In Short : The 2023 Climate Power Rankings reveal a pivotal year where rising temperatures and climate impacts dominate. This assessment underscores the urgency for robust climate action and highlights the critical need for global efforts to address and mitigate the impacts of climate change.
In Detail : Deadly heat waves gripped the world from Beijing to Phoenix. Corals cooked to death right on their reefs. Seeming climate havens caught fire or flooded. Wildfire smoke made people sick from hundreds of miles away.
For most of the centuries humans have despoiled Earth’s climate, the consequences have felt more like a “tomorrow” problem than a “now” problem. That delusion lost much of its power in 2023. Instead of passing the nightmares we’ve created on to child…
Deadly heat waves gripped the world from Beijing to Phoenix. Corals cooked to death right on their reefs. Seeming climate havens caught fire or flooded. Wildfire smoke made people sick from hundreds of miles away.
The silver lining? It’s harder than ever to deny the reality of climate change and the need to make sure it doesn’t get too much worse. This was the hottest year in recorded human history, but climate scientists reminded us, a la Homer Simpson, that …
The good news is that humans still have the power to decide how much less pleasant things will get. The bad news is that humans aren’t so great at “deciding.” Thus we got yet another year of competing forces wrangling over the planet’s future. Some o…
What follows is the definitive ranking of the biggest players in an eventful 2023 for the climate. For better or worse.
#10: The Carbon Offsets Comeuppance
Carbon offsets, the indulgences that polluting companies and people buy to make themselves feel or look better or both, have been losing favor for years. The elevator pitch against them: They often don’t, how do you say, offset carbon. But a flurry o…
#9: Taylor Swift
The least-escapable musical artist of our time apparently has a terrible medical affliction that forces her to constantly fly on private jets. She produces nearly 1,200 times the average person’s greenhouse-gas emissions each year with her private-je…
#8: India
One of the world’s largest and fastest-growing economies also has the world’s third-biggest carbon footprint. The country trumpets big ambitions for renewables. It could set an example of how to develop an economy without ruining the planet. But this…
#7: Elon Musk
On the plus side, Tesla Inc.’s chief executive officer spent 2023 slashing electric-car prices, bringing them tantalizingly closer to the level where consumers who weren’t made out of money could reach them. He struck deals with oil companies and oth…
#6: Fossil Fuels
The former champion of climate change has lost a step lately. But you still can’t sleep on Big Oil. It has oceans of cash and influence, and also oil. It flooded the COP28 climate talks in Dubai with enough lobbyists to be the world’s third-most-repr…
#5: Mia Mottley
The prime minister of Barbados may be the most important climate player you’ve never heard of. She was almost as ubiquitous as Big Oil at COP28. Her plan for climate financing, the Bridgetown Initiative, has basically set the agenda for global talks….
#4: Friederike Otto
If you are being punched repeatedly in the face, you might want to at least know who is doing the punching. This year, the group Otto co-founded, World Weather Attribution, explained how everything from Canadian wildfires to East African droughts to …
#3: Interest Rates
In a bid to slow the economy and fight inflation, the Fed raised interest rates 70,000 times. This didn’t really slow the economy. It might have fought inflation. It definitely made buying a house impossible. It also made it deeply unattractive to fi…
#2: Sultan Al Jaber
It says a lot about 2023 that the head of the state-run oil company of a country groaning with oil riches (United Arab Emirates) managed to negotiate the most aggressive anti-fossil-fuel statement ever produced by a UN climate confab. But here we are…
#1: ‘Gobsmackingly Bananas’ Heat
Please don’t make me run through all the superlatives again. Thanks partly to the El Nino weather pattern in the Pacific but mostly to decades of warming, global temperatures in 2023 smashed record after record, month after month. This year will like…
Honorable Mentions: Wind power, coal, China, Russia, the US, Al Gore, John Kerry, Xie Zhenhua, Rishi Sunak, the Sycamore Gap tree, gas stoves, ancient zombie viruses.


• _The task_
Without the pictures, repeat all of the data exactly as it appears below.

• _Data tied to figure images_
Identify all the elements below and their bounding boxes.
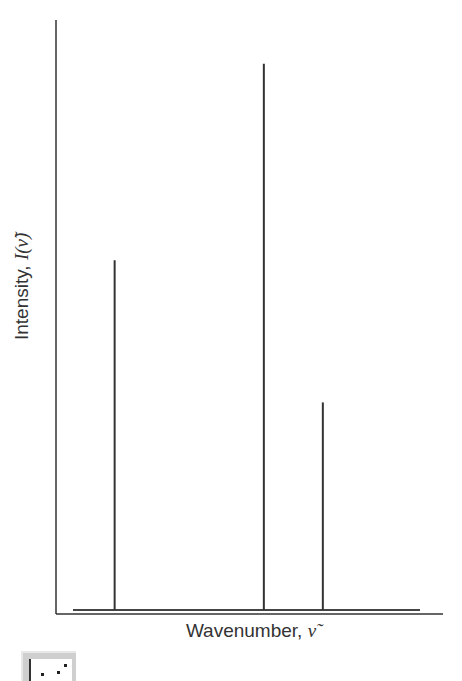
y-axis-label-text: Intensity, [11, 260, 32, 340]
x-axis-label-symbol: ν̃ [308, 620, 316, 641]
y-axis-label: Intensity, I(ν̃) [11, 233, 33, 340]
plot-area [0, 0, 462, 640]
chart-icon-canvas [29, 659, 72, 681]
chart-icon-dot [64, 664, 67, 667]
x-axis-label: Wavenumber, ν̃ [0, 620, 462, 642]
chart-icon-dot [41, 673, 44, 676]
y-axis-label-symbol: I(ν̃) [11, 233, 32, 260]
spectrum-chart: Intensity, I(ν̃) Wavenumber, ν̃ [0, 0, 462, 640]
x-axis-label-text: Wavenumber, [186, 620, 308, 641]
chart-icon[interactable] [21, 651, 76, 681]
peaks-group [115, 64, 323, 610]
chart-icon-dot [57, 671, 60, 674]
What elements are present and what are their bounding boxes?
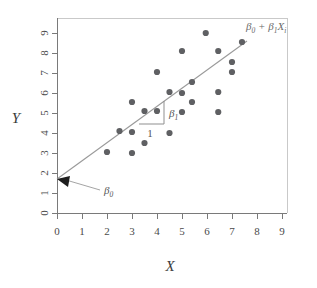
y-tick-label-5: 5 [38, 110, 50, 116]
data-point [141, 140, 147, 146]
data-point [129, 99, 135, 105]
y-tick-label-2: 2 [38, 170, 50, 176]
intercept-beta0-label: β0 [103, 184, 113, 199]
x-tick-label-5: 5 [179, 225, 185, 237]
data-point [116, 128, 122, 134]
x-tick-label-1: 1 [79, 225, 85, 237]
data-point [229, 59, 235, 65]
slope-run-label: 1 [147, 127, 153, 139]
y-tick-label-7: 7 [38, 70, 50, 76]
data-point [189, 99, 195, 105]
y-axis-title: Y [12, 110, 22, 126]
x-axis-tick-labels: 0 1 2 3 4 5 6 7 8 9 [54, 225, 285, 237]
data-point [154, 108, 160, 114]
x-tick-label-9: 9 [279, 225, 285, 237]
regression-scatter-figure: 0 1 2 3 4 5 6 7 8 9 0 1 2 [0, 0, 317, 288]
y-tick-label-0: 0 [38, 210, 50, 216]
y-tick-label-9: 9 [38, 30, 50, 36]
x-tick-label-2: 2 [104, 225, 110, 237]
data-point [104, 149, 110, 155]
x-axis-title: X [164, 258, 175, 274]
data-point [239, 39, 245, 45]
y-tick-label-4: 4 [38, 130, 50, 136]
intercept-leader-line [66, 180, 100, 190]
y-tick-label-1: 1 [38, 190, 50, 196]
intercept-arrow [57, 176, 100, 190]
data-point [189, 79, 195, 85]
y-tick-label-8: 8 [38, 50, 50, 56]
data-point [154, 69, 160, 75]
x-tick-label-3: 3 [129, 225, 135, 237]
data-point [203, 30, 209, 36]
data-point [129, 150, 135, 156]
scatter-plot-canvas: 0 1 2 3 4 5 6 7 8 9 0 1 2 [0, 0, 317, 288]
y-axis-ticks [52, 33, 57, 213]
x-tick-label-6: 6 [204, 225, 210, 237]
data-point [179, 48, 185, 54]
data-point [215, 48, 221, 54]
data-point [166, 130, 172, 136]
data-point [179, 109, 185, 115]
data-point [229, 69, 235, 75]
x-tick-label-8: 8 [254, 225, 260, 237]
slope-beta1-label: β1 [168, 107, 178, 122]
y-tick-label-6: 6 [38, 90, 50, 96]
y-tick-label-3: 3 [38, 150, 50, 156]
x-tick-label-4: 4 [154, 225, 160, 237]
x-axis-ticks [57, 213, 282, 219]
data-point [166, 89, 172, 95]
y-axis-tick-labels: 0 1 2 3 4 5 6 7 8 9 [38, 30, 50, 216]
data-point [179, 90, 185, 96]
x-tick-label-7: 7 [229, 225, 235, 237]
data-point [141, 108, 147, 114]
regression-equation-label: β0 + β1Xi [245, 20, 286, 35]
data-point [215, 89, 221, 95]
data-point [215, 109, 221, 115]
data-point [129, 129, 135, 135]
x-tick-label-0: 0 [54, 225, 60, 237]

• _Written response_
Identify all the elements below and their bounding boxes.
y-axis-label-text: Intensity, [11, 260, 32, 340]
x-axis-label-symbol: ν̃ [308, 620, 316, 641]
y-axis-label: Intensity, I(ν̃) [11, 233, 33, 340]
plot-area [0, 0, 462, 640]
chart-icon-canvas [29, 659, 72, 681]
chart-icon-dot [64, 664, 67, 667]
x-axis-label: Wavenumber, ν̃ [0, 620, 462, 642]
chart-icon-dot [41, 673, 44, 676]
y-axis-label-symbol: I(ν̃) [11, 233, 32, 260]
spectrum-chart: Intensity, I(ν̃) Wavenumber, ν̃ [0, 0, 462, 640]
x-axis-label-text: Wavenumber, [186, 620, 308, 641]
chart-icon[interactable] [21, 651, 76, 681]
peaks-group [115, 64, 323, 610]
chart-icon-dot [57, 671, 60, 674]
What elements are present and what are their bounding boxes?
y-tick-label-5: 5 [38, 110, 50, 116]
data-point [141, 140, 147, 146]
data-point [129, 99, 135, 105]
y-tick-label-2: 2 [38, 170, 50, 176]
intercept-beta0-label: β0 [103, 184, 113, 199]
x-tick-label-5: 5 [179, 225, 185, 237]
data-point [116, 128, 122, 134]
x-tick-label-1: 1 [79, 225, 85, 237]
data-point [229, 59, 235, 65]
slope-run-label: 1 [147, 127, 153, 139]
y-tick-label-7: 7 [38, 70, 50, 76]
data-point [189, 99, 195, 105]
y-axis-title: Y [12, 110, 22, 126]
x-axis-tick-labels: 0 1 2 3 4 5 6 7 8 9 [54, 225, 285, 237]
data-point [154, 108, 160, 114]
x-tick-label-9: 9 [279, 225, 285, 237]
regression-scatter-figure: 0 1 2 3 4 5 6 7 8 9 0 1 2 [0, 0, 317, 288]
y-tick-label-0: 0 [38, 210, 50, 216]
y-tick-label-9: 9 [38, 30, 50, 36]
x-tick-label-2: 2 [104, 225, 110, 237]
data-point [104, 149, 110, 155]
x-axis-title: X [164, 258, 175, 274]
data-point [239, 39, 245, 45]
y-tick-label-4: 4 [38, 130, 50, 136]
intercept-leader-line [66, 180, 100, 190]
y-tick-label-1: 1 [38, 190, 50, 196]
intercept-arrow [57, 176, 100, 190]
data-point [189, 79, 195, 85]
y-tick-label-8: 8 [38, 50, 50, 56]
data-point [154, 69, 160, 75]
x-tick-label-3: 3 [129, 225, 135, 237]
data-point [203, 30, 209, 36]
data-point [129, 150, 135, 156]
scatter-plot-canvas: 0 1 2 3 4 5 6 7 8 9 0 1 2 [0, 0, 317, 288]
y-axis-ticks [52, 33, 57, 213]
x-tick-label-6: 6 [204, 225, 210, 237]
data-point [179, 48, 185, 54]
data-point [215, 48, 221, 54]
data-point [166, 130, 172, 136]
data-point [179, 109, 185, 115]
data-point [229, 69, 235, 75]
x-tick-label-8: 8 [254, 225, 260, 237]
slope-beta1-label: β1 [168, 107, 178, 122]
y-tick-label-6: 6 [38, 90, 50, 96]
y-tick-label-3: 3 [38, 150, 50, 156]
x-tick-label-4: 4 [154, 225, 160, 237]
x-axis-ticks [57, 213, 282, 219]
data-point [166, 89, 172, 95]
y-axis-tick-labels: 0 1 2 3 4 5 6 7 8 9 [38, 30, 50, 216]
data-point [179, 90, 185, 96]
x-tick-label-7: 7 [229, 225, 235, 237]
data-point [141, 108, 147, 114]
regression-equation-label: β0 + β1Xi [245, 20, 286, 35]
data-point [215, 89, 221, 95]
data-point [215, 109, 221, 115]
data-point [129, 129, 135, 135]
x-tick-label-0: 0 [54, 225, 60, 237]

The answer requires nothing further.